30 fps seems to be a Net standard. But as far as I know one should keep fps either identical to proportional (i.e. 1x or exactly 2x such as 59.94 in this case) to the original footage as possible all the way through.

My instinct says keep it at standard NTSC 29.97 for that final-for-upload MP4. Open to correction on that.
________

This video's file size is way below the 5 Gb per video limit due to it only being 8:21 min. long - however subsequent ones may be longer. So...

2. What is a good and muscled, rule-of-thumb bps for said 1920x1080p MP4 upload finals? (Otherwise put, what is too low, what is overkill and what is just right?)

I noticed that you essentially doubled your file's bps as per MediaInfo data.

john_dennis wrote on 5/28/2017, 2:00 PM

I would stick with 29.97p. I didn't have a target bit rate in mind from Handbrake, only a quality expectation. The output bit rate can vary with frame rate, pixel dimensions and the amount of motion in the video, the phase of the moon and the way you hold your mouth while encoding.

Soniclight-2.0 wrote on 5/28/2017, 2:41 PM

Thanks. ".....  the phase of the moon and the way you hold your mouth while encoding." So if I howl at the moon and take my dentures* out as I do so, I'll get a better render. OK, got it. :)
(*TMI, but I had to cross over that Rubicon about 3 years ago. Got "monkey-mouth" lips now. So much for late-in-life romance potential now. Mercifully editing video isn't an outdoors beauty contest, I can stay in my cave - lol.)

john_dennis wrote on 5/28/2017, 2:57 PM

I went back through the files that I've uploaded to youtube in 2017 and the bit rates are in the range 19 Mbps to 22 Mbps for 1920x1080-23.97p.

Warning: Don't take encoding or investment advice from me.

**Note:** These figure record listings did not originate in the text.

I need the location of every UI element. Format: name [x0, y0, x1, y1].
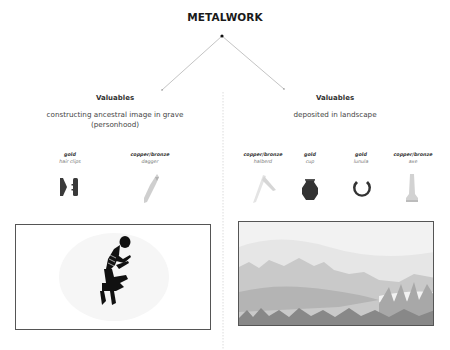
hair-clips-icon: [55, 175, 85, 199]
item-material: gold: [50, 151, 90, 158]
halberd-icon: [240, 172, 280, 206]
dagger-icon: [135, 172, 165, 206]
diagram-title: METALWORK: [0, 11, 450, 23]
landscape-illustration: [239, 222, 434, 326]
right-branch-heading: Valuables: [260, 94, 410, 102]
item-label-axe: copper/bronze axe: [388, 151, 438, 165]
skeleton-illustration: [16, 225, 211, 330]
item-material: copper/bronze: [388, 151, 438, 158]
root-node-dot: [220, 34, 223, 37]
cup-icon: [297, 177, 323, 203]
right-description-line-1: deposited in landscape: [240, 110, 430, 120]
item-label-lunula: gold lunula: [346, 151, 376, 165]
left-description-line-1: constructing ancestral image in grave: [20, 110, 210, 120]
item-name: halberd: [238, 158, 288, 165]
axe-icon: [400, 172, 424, 206]
connector-right: [222, 36, 284, 89]
item-label-hair-clips: gold hair clips: [50, 151, 90, 165]
item-label-cup: gold cup: [295, 151, 325, 165]
wetland-landscape-image: [238, 221, 434, 326]
left-branch-heading: Valuables: [40, 94, 190, 102]
item-label-dagger: copper/bronze dagger: [120, 151, 180, 165]
right-node-dot: [283, 88, 284, 89]
right-branch-description: deposited in landscape: [240, 110, 430, 120]
lunula-icon: [349, 177, 375, 203]
left-node-dot: [161, 89, 162, 90]
item-name: lunula: [346, 158, 376, 165]
item-material: copper/bronze: [238, 151, 288, 158]
item-name: dagger: [120, 158, 180, 165]
left-branch-description: constructing ancestral image in grave (p…: [20, 110, 210, 130]
crouched-skeleton-burial-image: [15, 224, 211, 330]
item-material: gold: [295, 151, 325, 158]
left-description-line-2: (personhood): [20, 120, 210, 130]
item-material: gold: [346, 151, 376, 158]
item-name: hair clips: [50, 158, 90, 165]
item-name: axe: [388, 158, 438, 165]
item-material: copper/bronze: [120, 151, 180, 158]
connector-left: [162, 36, 222, 90]
item-label-halberd: copper/bronze halberd: [238, 151, 288, 165]
item-name: cup: [295, 158, 325, 165]
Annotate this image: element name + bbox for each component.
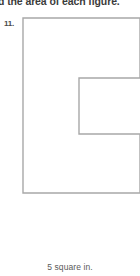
answer-text: 5 square in. (0, 262, 140, 272)
c-shaped-polygon-figure (0, 0, 140, 250)
figure-outline-path (23, 18, 140, 193)
worksheet-page: d the area of each figure. 11. 5 square … (0, 0, 140, 276)
figure-container (0, 0, 140, 250)
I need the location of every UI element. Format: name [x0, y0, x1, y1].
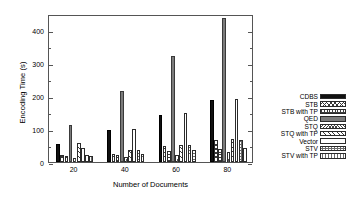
- x-axis-tick: [75, 159, 76, 162]
- y-axis-tick-labels: 0100200300400: [20, 0, 44, 197]
- y-axis-minor-tick: [49, 81, 51, 82]
- bar: [218, 149, 222, 162]
- bar: [65, 156, 69, 162]
- legend-item-label: QED: [304, 115, 318, 122]
- y-axis-tick-label: 100: [22, 127, 44, 134]
- y-axis-tick: [248, 164, 252, 165]
- legend-item-label: CDBS: [300, 93, 318, 100]
- encoding-time-bar-chart: Encoding Time (s) 0100200300400 20406080…: [0, 0, 347, 197]
- legend-item-label: STQ with TP: [281, 130, 318, 137]
- y-axis-tick-label: 200: [22, 94, 44, 101]
- bar: [60, 155, 64, 162]
- x-axis-tick-label: 80: [217, 166, 237, 173]
- y-axis-minor-tick: [49, 114, 51, 115]
- bar: [167, 151, 171, 163]
- y-axis-minor-tick: [250, 114, 252, 115]
- y-axis-minor-tick: [49, 48, 51, 49]
- bar: [120, 91, 124, 162]
- legend-item: STB: [258, 100, 346, 107]
- bar: [116, 155, 120, 162]
- legend-item: STV with TP: [258, 152, 346, 159]
- bar: [132, 129, 136, 162]
- x-axis-tick-label: 40: [115, 166, 135, 173]
- bar: [85, 155, 89, 162]
- legend-swatch: [320, 109, 346, 114]
- legend-swatch: [320, 146, 346, 151]
- y-axis-tick: [49, 32, 53, 33]
- y-axis-tick: [248, 32, 252, 33]
- legend-item-label: STV with TP: [281, 152, 318, 159]
- y-axis-tick-label: 300: [22, 61, 44, 68]
- legend-swatch: [320, 138, 346, 143]
- x-axis-tick-label: 20: [64, 166, 84, 173]
- bar: [89, 156, 93, 162]
- legend-item-label: STB with TP: [281, 108, 318, 115]
- y-axis-tick: [49, 65, 53, 66]
- bar: [231, 139, 235, 162]
- x-axis-tick: [228, 159, 229, 162]
- legend: CDBSSTBSTB with TPQEDSTQSTQ with TPVecto…: [258, 93, 346, 163]
- x-axis-tick: [126, 159, 127, 162]
- bar: [184, 113, 188, 162]
- legend-item: STV: [258, 145, 346, 152]
- bar: [222, 18, 226, 162]
- legend-swatch: [320, 153, 346, 158]
- bar: [171, 56, 175, 162]
- bar: [214, 140, 218, 162]
- legend-item: CDBS: [258, 93, 346, 100]
- x-axis-title: Number of Documents: [48, 180, 253, 189]
- legend-item-label: STB: [305, 101, 318, 108]
- legend-swatch: [320, 124, 346, 129]
- y-axis-minor-tick: [49, 147, 51, 148]
- x-axis-tick: [177, 159, 178, 162]
- y-axis-tick: [49, 98, 53, 99]
- bar: [239, 140, 243, 162]
- bar: [235, 99, 239, 162]
- y-axis-tick: [248, 98, 252, 99]
- legend-item: QED: [258, 115, 346, 122]
- bar: [163, 146, 167, 162]
- y-axis-minor-tick: [250, 81, 252, 82]
- bar: [141, 154, 145, 162]
- y-axis-tick: [49, 164, 53, 165]
- legend-swatch: [320, 116, 346, 121]
- bar: [243, 148, 247, 162]
- bar: [210, 100, 214, 162]
- y-axis-tick-label: 0: [22, 160, 44, 167]
- plot-area: [48, 15, 253, 163]
- plot-inner: [49, 16, 252, 162]
- y-axis-minor-tick: [250, 147, 252, 148]
- legend-swatch: [320, 94, 346, 99]
- legend-swatch: [320, 101, 346, 106]
- legend-item-label: Vector: [299, 138, 318, 145]
- bar: [179, 145, 183, 162]
- y-axis-minor-tick: [250, 48, 252, 49]
- bar: [77, 143, 81, 162]
- bar: [128, 150, 132, 162]
- legend-item: Vector: [258, 137, 346, 144]
- bar: [188, 145, 192, 162]
- bar: [137, 150, 141, 162]
- bar: [159, 115, 163, 162]
- y-axis-tick-label: 400: [22, 28, 44, 35]
- bar: [69, 125, 73, 162]
- legend-item-label: STV: [305, 145, 318, 152]
- legend-item: STQ: [258, 123, 346, 130]
- y-axis-tick: [248, 65, 252, 66]
- bar: [81, 148, 85, 162]
- legend-item: STQ with TP: [258, 130, 346, 137]
- bar: [192, 150, 196, 162]
- y-axis-tick: [248, 131, 252, 132]
- bar: [56, 144, 60, 162]
- legend-swatch: [320, 131, 346, 136]
- legend-item: STB with TP: [258, 108, 346, 115]
- bar: [112, 154, 116, 162]
- y-axis-tick: [49, 131, 53, 132]
- legend-item-label: STQ: [304, 123, 318, 130]
- bar: [107, 130, 111, 162]
- x-axis-tick-label: 60: [166, 166, 186, 173]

Soniclight-2.0 wrote on 6/16/2017, 8:45 PM

@john_dennis - Pardon insanely late reply. Forgot about this thread... It happens.
Anyway, thanks for response. No reply necessary. Just doin' da courteous thing.

(And, don't worry. I don't have and never have had enough money for investments. My "investments" are stuff that I can touch and feel -- and/or use, such as software and such.)